Son of Holmes | страница 48
I kissed her, and suddenly she stiffened against me.
“What’s that?” she demanded, putting her hand under my arm where I kept my gun.
I had to tell her. “A pistol, just to be safe.”
Her lip quivered. She was going to cry. “Jules, please, don’t you get mixed up in this. Please.”
“Now, now,” I said. “I’m not ‘mixed up’ in anything. I merely felt a little nervous and decided at least to be in a position to protect myself should any of my friends . . .” I trailed off.
She buried her face in my shoulder and cried softly. “Any of your friends. Why won’t they leave us alone? Oh, poor Marcel.” Her voice broke again. She looked up at me pleadingly. “Jules, really, you’re not involved? You’re not a spy?”
“No,” I said, “no, I’m not a spy. I’m a middle-aged man who’s getting old and ready to retire with his lover. I don’t want anything to threaten that, so I carry a gun, but only until we find what happened to Marcel. All I want to do is brew beer and tend my vineyards”—I picked up her chin—“and love you.”
She smiled bravely.
I kissed her again and stepped back. “I have to go. Georges and Paul will be waiting. I’ll pick you up on the way back. We’ll stay together tonight.”
I watched her walk off into the house, then turned and headed down the stairs to the Ford. The damn thing was, all I really did want to do was brew beer and tend my vineyards and live with Tania. But, then, what if Tania were a spy? No, I wouldn’t let myself think that.
It was hot in the car as I turned into the road. I’d have to see Lupa after I’d been to St. Etienne, and I found myself hoping that Fritz would deliver the beer before long. I was as bad as Lupa with his sausages. My rituals were beginning to keep me from the pain of Marcel’s death, as a kind of insulation.
But my friend was dead, and when the rituals were over, that would remain, so I drove slowly, thinking of my own best sausage recipe and watching out for potholes.
6
The war was everywhere. If normal life can be said to continue in a town stripped of its young men, then normal life went on. But of course the war touched everyone you knew or met and colored the mood of the entire countryside. Even as the sun shone brightly down on our fountain, where Paul sat with his pants rolled up cooling his feet, the streets were cleared for a convoy of trucks and carriages carrying supplies to the front.
I pulled over and parked across the square, watching the vehicles roll past, then walked over to join my friends. Paul was smoking a cigarette and talking animatedly to Georges. They stopped as I drew nearer, and Paul pulled his feet from the water and rolled down his trousers.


### Exercise
Where the listing below reaches the line containing "Identify the location of img: BOMA", start writing out lines exactly, and stop once the line containing "This screenshot has height=663, width=1326." has been written.

### Listed entries
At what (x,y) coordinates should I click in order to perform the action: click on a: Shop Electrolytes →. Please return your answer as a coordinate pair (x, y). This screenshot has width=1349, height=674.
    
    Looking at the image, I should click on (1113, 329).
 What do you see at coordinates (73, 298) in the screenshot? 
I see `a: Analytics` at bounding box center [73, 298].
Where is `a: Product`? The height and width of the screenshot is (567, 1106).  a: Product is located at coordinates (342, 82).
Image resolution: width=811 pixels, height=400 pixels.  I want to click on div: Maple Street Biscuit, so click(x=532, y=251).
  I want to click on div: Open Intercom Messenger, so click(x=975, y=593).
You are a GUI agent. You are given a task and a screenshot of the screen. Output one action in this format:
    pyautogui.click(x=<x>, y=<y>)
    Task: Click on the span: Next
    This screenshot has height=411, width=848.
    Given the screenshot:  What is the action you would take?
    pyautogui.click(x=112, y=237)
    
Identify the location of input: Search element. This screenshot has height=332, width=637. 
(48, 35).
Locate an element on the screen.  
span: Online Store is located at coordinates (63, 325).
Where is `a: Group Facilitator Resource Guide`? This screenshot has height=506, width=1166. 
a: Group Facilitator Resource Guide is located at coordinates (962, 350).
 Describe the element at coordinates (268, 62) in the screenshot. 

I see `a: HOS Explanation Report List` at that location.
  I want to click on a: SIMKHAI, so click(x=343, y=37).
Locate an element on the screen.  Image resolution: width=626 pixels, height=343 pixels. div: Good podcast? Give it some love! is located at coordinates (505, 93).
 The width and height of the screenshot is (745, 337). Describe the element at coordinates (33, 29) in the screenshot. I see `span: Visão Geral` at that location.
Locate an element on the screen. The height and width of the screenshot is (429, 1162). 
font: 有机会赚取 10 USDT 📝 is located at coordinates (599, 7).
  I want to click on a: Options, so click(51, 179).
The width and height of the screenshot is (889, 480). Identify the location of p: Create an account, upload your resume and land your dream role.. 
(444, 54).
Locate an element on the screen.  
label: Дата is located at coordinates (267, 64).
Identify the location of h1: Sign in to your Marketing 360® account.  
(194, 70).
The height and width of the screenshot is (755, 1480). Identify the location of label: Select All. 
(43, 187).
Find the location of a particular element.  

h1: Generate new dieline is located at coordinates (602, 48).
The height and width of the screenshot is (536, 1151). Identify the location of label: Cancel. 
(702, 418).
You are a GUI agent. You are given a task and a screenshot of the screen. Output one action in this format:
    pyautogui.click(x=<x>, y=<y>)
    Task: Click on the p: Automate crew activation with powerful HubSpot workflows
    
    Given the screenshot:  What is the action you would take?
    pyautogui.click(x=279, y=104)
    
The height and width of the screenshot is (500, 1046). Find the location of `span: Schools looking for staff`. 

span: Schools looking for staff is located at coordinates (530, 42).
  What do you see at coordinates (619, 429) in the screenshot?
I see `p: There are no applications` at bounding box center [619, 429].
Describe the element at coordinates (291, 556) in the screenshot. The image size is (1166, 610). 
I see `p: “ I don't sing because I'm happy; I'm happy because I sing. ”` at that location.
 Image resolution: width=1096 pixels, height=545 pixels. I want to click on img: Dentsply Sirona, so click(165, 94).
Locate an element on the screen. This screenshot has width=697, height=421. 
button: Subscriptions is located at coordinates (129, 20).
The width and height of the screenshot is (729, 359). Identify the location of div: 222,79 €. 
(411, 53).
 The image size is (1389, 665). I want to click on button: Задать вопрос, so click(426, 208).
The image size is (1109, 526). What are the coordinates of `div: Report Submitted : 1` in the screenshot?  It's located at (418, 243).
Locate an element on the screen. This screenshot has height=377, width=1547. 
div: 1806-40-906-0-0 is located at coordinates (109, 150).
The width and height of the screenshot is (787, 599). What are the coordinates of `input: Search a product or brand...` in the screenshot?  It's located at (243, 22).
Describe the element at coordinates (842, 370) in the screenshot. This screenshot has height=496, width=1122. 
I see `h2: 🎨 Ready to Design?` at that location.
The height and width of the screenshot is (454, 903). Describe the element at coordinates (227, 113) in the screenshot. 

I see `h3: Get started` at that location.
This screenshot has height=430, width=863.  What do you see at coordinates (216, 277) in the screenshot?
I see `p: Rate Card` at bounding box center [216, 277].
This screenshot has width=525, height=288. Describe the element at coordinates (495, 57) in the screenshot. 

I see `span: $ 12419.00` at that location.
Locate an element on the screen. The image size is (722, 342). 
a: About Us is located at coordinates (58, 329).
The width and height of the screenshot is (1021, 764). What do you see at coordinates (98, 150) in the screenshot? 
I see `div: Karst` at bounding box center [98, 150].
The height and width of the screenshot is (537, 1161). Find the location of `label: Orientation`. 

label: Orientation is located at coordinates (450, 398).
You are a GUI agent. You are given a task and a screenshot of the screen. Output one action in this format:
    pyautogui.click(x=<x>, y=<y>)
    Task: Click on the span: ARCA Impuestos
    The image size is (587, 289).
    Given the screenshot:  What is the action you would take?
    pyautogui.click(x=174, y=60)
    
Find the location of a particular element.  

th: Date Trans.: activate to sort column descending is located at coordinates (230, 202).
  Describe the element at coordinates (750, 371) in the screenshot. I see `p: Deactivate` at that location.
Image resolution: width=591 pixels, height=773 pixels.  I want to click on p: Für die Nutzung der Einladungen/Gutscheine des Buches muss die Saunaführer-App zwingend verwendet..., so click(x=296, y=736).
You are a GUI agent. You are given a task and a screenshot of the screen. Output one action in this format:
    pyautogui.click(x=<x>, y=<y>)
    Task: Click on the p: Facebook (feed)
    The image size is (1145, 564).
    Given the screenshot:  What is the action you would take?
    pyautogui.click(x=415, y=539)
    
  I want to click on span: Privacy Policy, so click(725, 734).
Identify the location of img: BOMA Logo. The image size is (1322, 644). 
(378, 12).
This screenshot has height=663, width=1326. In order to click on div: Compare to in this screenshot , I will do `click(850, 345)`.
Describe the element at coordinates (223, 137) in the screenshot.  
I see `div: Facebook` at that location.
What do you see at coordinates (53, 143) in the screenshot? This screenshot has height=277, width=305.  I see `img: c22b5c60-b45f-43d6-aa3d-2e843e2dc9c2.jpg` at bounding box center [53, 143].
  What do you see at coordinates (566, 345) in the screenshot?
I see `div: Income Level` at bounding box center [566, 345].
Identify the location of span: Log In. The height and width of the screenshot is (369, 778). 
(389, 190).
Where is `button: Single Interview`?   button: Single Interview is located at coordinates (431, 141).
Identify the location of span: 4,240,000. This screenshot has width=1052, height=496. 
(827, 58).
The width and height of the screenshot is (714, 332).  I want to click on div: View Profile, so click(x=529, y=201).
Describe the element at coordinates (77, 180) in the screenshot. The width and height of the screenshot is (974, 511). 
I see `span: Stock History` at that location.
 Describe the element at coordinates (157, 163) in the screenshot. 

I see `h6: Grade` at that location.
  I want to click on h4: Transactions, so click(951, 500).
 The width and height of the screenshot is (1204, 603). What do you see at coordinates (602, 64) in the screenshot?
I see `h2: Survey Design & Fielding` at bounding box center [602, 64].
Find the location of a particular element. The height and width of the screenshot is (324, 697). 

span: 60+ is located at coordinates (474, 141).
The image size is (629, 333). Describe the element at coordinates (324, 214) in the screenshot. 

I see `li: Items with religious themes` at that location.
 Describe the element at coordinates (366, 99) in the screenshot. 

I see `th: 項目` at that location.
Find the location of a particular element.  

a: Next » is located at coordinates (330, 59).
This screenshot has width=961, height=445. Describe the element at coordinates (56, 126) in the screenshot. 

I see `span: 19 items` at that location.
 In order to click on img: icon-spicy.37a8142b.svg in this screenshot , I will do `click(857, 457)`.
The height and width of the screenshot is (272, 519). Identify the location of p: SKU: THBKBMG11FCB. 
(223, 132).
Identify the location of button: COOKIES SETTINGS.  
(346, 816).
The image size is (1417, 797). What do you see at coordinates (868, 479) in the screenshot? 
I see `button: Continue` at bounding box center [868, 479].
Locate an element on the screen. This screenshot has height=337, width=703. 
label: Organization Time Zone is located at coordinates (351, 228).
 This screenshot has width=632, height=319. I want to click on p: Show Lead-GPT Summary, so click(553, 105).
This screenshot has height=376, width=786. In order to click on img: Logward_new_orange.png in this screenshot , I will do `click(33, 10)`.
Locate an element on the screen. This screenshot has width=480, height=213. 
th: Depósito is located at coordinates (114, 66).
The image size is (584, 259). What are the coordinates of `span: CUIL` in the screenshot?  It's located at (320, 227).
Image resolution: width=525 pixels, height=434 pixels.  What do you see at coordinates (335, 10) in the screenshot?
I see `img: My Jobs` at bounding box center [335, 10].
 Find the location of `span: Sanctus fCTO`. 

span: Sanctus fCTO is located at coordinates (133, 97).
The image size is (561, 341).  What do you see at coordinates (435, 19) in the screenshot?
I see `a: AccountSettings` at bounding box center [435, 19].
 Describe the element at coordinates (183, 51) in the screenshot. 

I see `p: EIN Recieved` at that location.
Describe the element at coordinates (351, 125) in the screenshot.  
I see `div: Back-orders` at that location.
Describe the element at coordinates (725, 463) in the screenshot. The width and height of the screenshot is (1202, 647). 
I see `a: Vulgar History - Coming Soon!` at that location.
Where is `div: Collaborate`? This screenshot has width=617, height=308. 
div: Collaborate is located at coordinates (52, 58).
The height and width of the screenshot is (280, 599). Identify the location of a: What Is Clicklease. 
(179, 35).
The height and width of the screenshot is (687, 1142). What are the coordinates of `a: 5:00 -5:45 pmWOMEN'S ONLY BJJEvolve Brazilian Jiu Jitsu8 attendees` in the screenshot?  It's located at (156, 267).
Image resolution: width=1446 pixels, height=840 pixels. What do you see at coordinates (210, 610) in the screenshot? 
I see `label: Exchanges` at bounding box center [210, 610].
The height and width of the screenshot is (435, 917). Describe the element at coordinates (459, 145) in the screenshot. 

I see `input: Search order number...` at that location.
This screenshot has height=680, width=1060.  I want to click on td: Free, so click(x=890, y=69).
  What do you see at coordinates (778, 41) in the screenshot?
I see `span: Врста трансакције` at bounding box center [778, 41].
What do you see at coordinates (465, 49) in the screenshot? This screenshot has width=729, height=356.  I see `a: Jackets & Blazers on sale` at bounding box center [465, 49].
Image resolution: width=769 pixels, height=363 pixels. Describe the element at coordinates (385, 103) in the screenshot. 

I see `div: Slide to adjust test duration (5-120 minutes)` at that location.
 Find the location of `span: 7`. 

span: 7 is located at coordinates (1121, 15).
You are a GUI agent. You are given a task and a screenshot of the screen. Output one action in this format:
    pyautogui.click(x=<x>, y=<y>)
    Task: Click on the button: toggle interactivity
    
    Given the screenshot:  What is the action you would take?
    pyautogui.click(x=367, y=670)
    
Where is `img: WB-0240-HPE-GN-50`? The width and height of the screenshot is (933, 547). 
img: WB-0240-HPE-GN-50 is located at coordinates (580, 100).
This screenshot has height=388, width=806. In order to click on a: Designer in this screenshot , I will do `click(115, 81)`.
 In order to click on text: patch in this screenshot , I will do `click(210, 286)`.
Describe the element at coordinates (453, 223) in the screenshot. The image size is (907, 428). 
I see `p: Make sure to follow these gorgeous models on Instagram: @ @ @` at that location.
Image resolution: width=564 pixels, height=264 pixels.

### Result
Identify the location of img: BOMA Logo. The image size is (1322, 644). 
(378, 12).
This screenshot has height=663, width=1326. In order to click on div: Compare to in this screenshot , I will do `click(850, 345)`.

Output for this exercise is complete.